Be sure your oral presentation does not exceed the allotted time; our schedule is tight! Time your talk, and practice speaking in front of a mirror. Also: it's ok to use PowerPoint, but don't simply read your slides out loud. (Your audience can read just fine!) Instead, talk to us about what you did and why it matters to you. (PowerPoint is best used for images, or data, not text.)
Hint: Don't try to cram your entire Thesis into 15 minutes! Instead, say to yourself "I have 15 minutes. What can I say that will best present my project in that time frame?".
Arrive 10 minutes before your panel begins. You will be grouped in a panel that is an hour long. We ask that you make every effort to stay and watch the other students who are in your panel. It is a good way to support your fellow students in their work, and also makes the day go much more smoothly in terms of transitioning between presentations.
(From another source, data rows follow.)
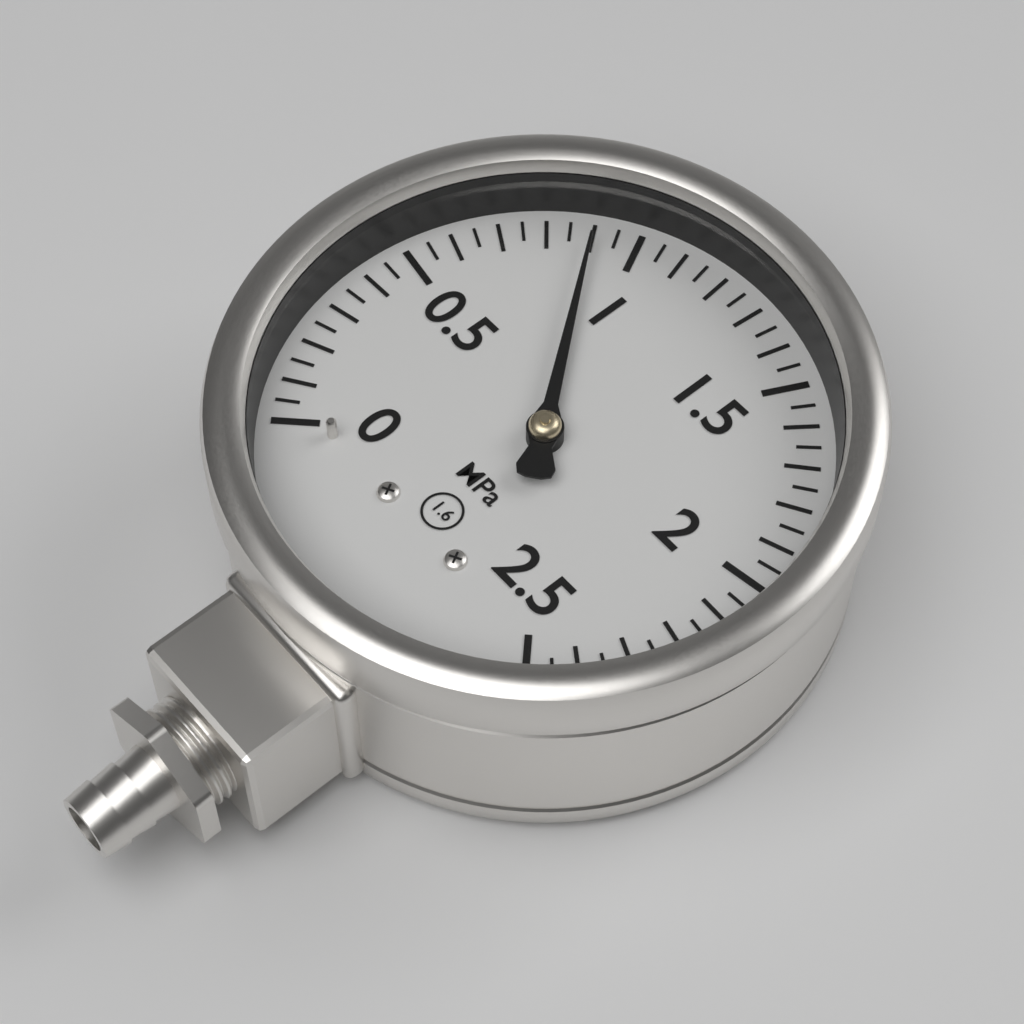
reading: 0.90 MPa
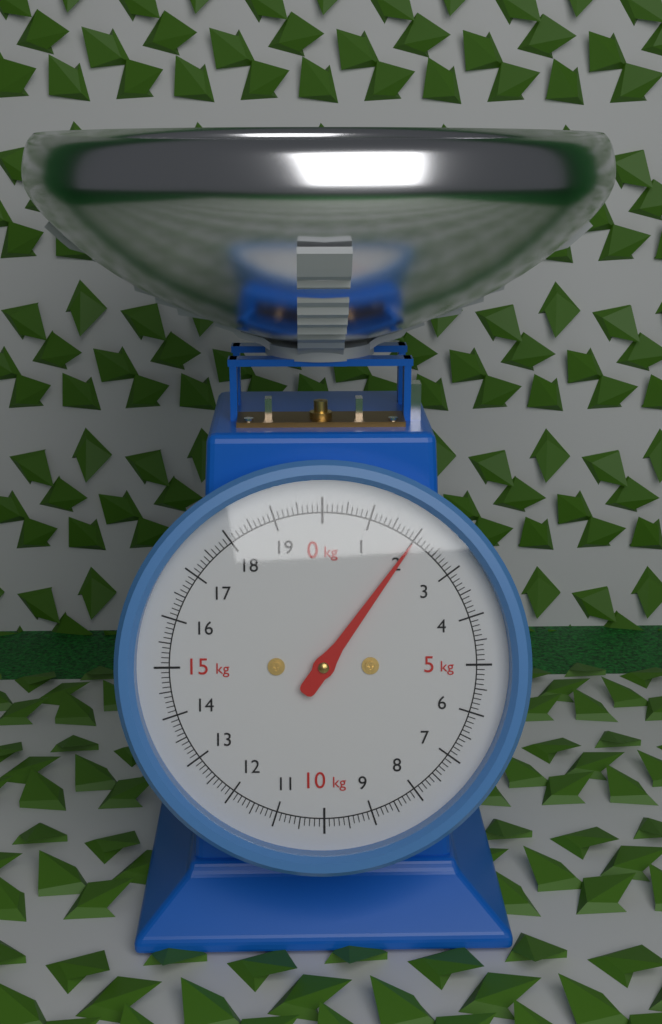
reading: 2.0 kg
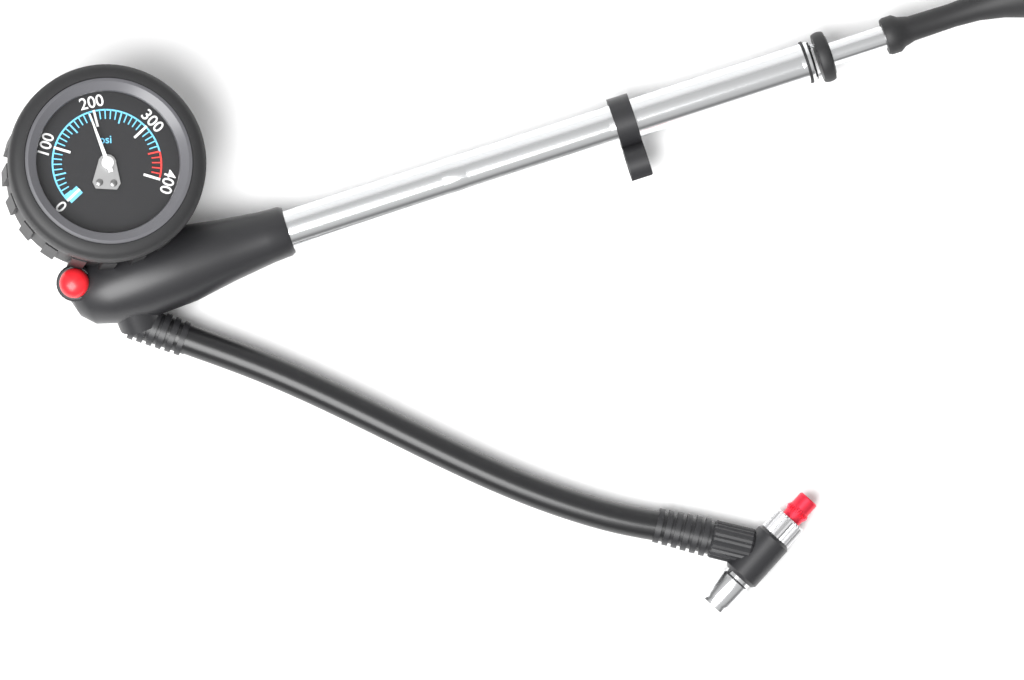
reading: 190 psi
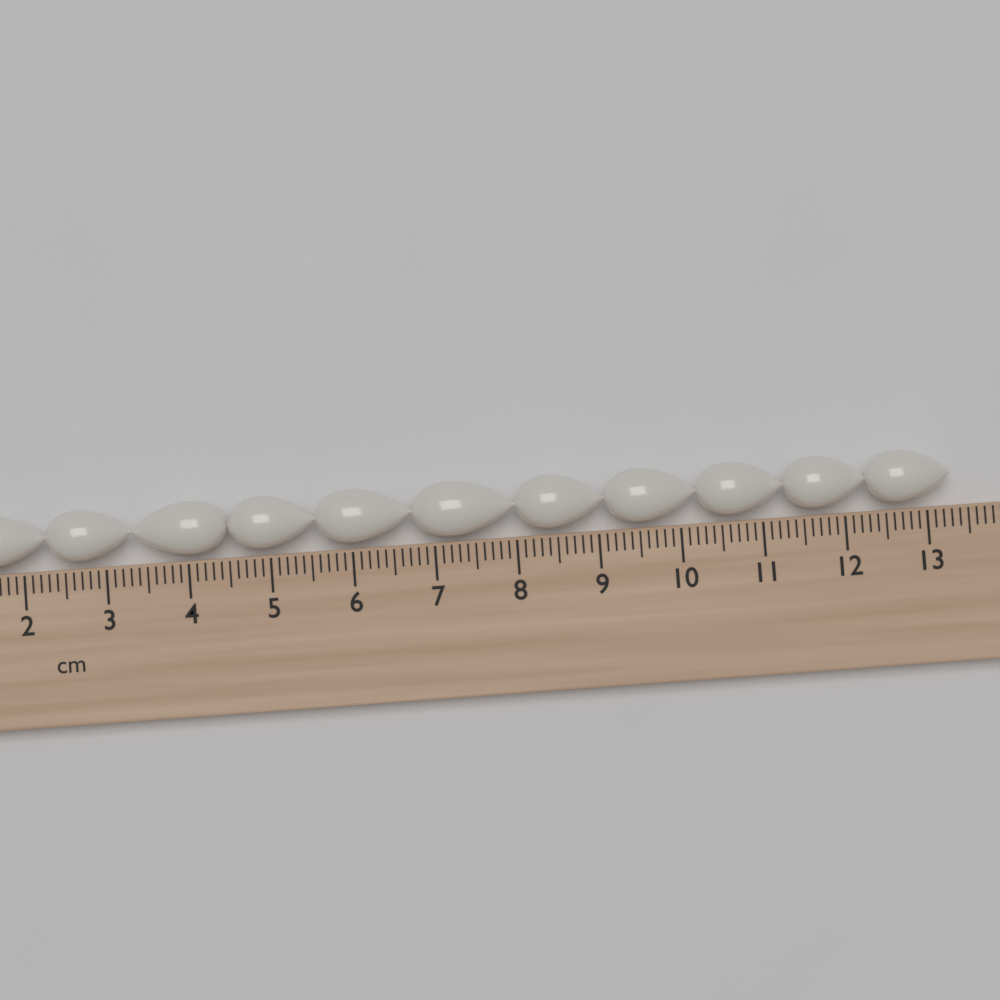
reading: 13.3 cm
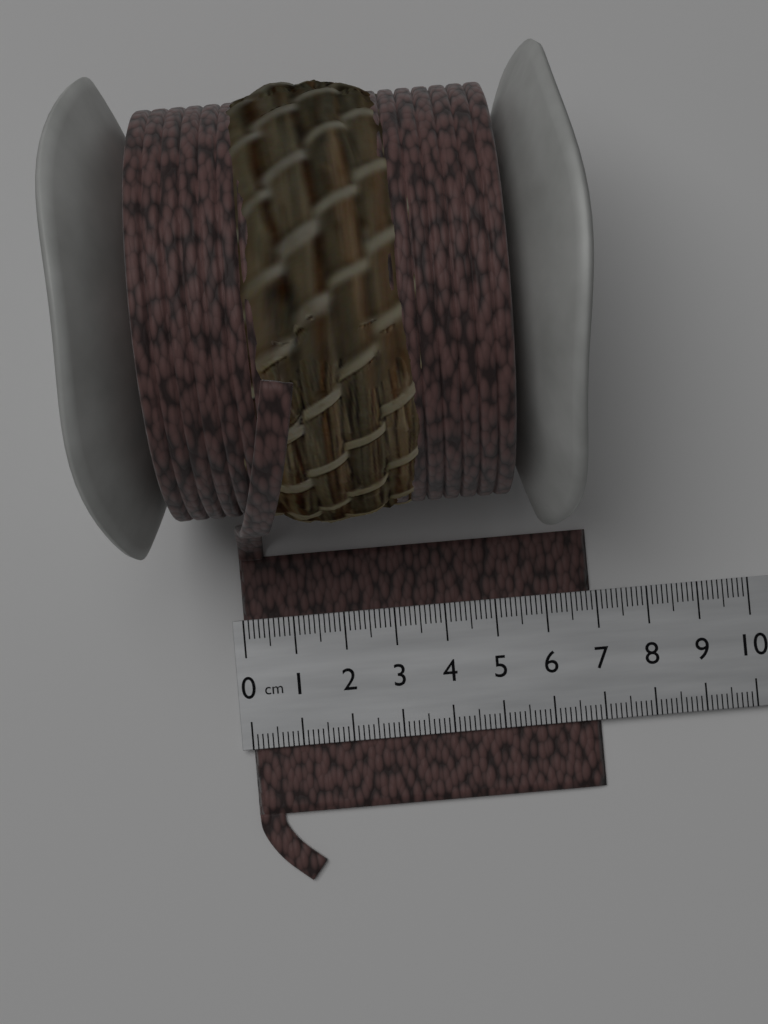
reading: 6.9 cm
You and your fellow students will of course be the audience for one another. We strongly encourage the Thesis Advisor and Honors Reader, and other faculty, to attend; Honors staff are there as well.
Invite friends, families, and anyone else you wish. The rooms are large so there is space for everyone. Some audience members will want to come just for an individual presentation but cannot stay for others, and they are welcome to do so, although you'll stay for your entire panel.
Each of these rooms has standard audio/visual equipment and you are free to use any of it: a DVD player, a document camera (which displays the actual object on a screen), and a computer (with Windows, including PowerPoint software).
Note: You will receive instructions from Honors regarding uploading your prepared presentation file to our central Presentation Day Dropbox account. There will be about 20 presentations per room, and the schedule is tight. Students cannot bring their presentations on USB or external media due to the time lag it takes for the computer to find, scan, and load your file. Instead, you will have already uploaded your file and when it is your turn to present, you will just access your file from the Dropbox folder on the classroom PC.
It's not that simple. First, it takes time to do that, and we are on a very tight schedule. Second: each new Mac comes with its own cable, some of them need special adapters on our end, and there are often compatibility issues. We need you to submit your material that a PC can read. We highly recommend using presentation software that is a hosted solution, such as Prezi, or Google slides from your Google account. That way, you can build your presentation on your Mac and just present it from the classroom PCs in Hall of Languages.